Thomas looked at him. He could find any one of a dozen men to run the farm. Only Jon could tie him to the Captain’s death and Trudi Schmidt’s ensorcelment. The scale of his brother’s fate slipped from Life to Death.
“Get him somewhere. Make him talk.”
McCool nodded. Above all, he was a man who loved his work.
14.
“What hat’s this?” Jon asked, holding the odd pin-cushioned doll before Callie’s eyes.
She was silent for a long time, but her expression didn’t change. It was as antique and unreadable as always. Jon felt affection towards her. He had all his life, though she had never demonstrated that her heart did anything but move blood around her body. But Jon’s store of sentiment was running out. Being accommodating to others, being decent in his relations with those close and even distant to him, had gotten him nowhere. Perhaps it was time for him to change.
“Tell me,” he repeated, gripping the doll harder and shaking it in her face, “what is this thing?”
“Be gentle with it,” Callie said softly, without looking at him. “Do not harm it least you harm who it signifies.”
“You mean Trudi.”
Callie nodded.
“Did you help Thomas put the spell on her?”
For the first time she met his gaze and again he couldn’t read her eyes. Perhaps
because there was nothing in them to read, he suddenly realized. Perhaps because she was a shell, emptied over the years of all human feelings and emotion. His resolve to be hard, to be inexorable, if necessary, suddenly fled almost as quickly as it had come.
“Oh, Callie, why? Why did he have to have everything?”

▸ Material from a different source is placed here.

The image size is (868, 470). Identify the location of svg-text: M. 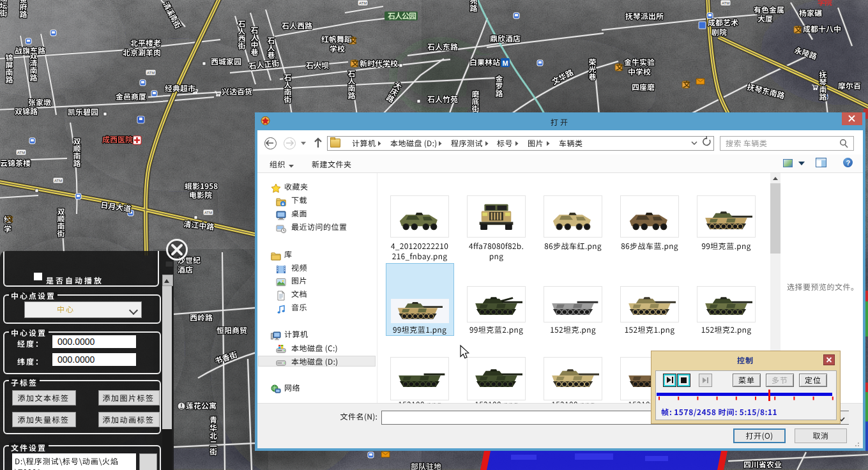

[228] “He—” For the first time that he could remember in his entire life there was uncertainty in her voice as she stumbled over her words. “He was the young master. Everything he wanted was to be his.”
“Why?” Jon put almost twenty-one years of frustration into his whispered query, torn from his heart unwillingly, almost unconsciously.
Callie looked back at the fire, rocking slowly, as if the springs governing her ancient body were finally running down.
“Because he would not live beyond his twenty-first birthday.”
Jon was struck to utter silence. His mind, for a long moment, could not encompass Callie’s words.
“What are you telling me?” he finally asked in a voice that sounded as dead as his father’s corpse now lying in the icehouse.
Callie stopped rocking. She sighed. When she looked at Jon she was just an old, old woman who had lived beyond everything she had ever loved or wanted.
“He was the thirteenth son. He was born to be the vessel for Captain Noir’s spirit once the Captain had reached his old age. The Captain always planned to take over Thomas’s body just before his twenty-first birthday. But the spell ... failed ... somehow. When the Captain tried to jump the transfer almost killed Thomas. Twice. That would have meant the Captain’s death as well. The second time convinced the Captain that something was wrong ... terribly wrong ... Thomas was not the proper vessel.”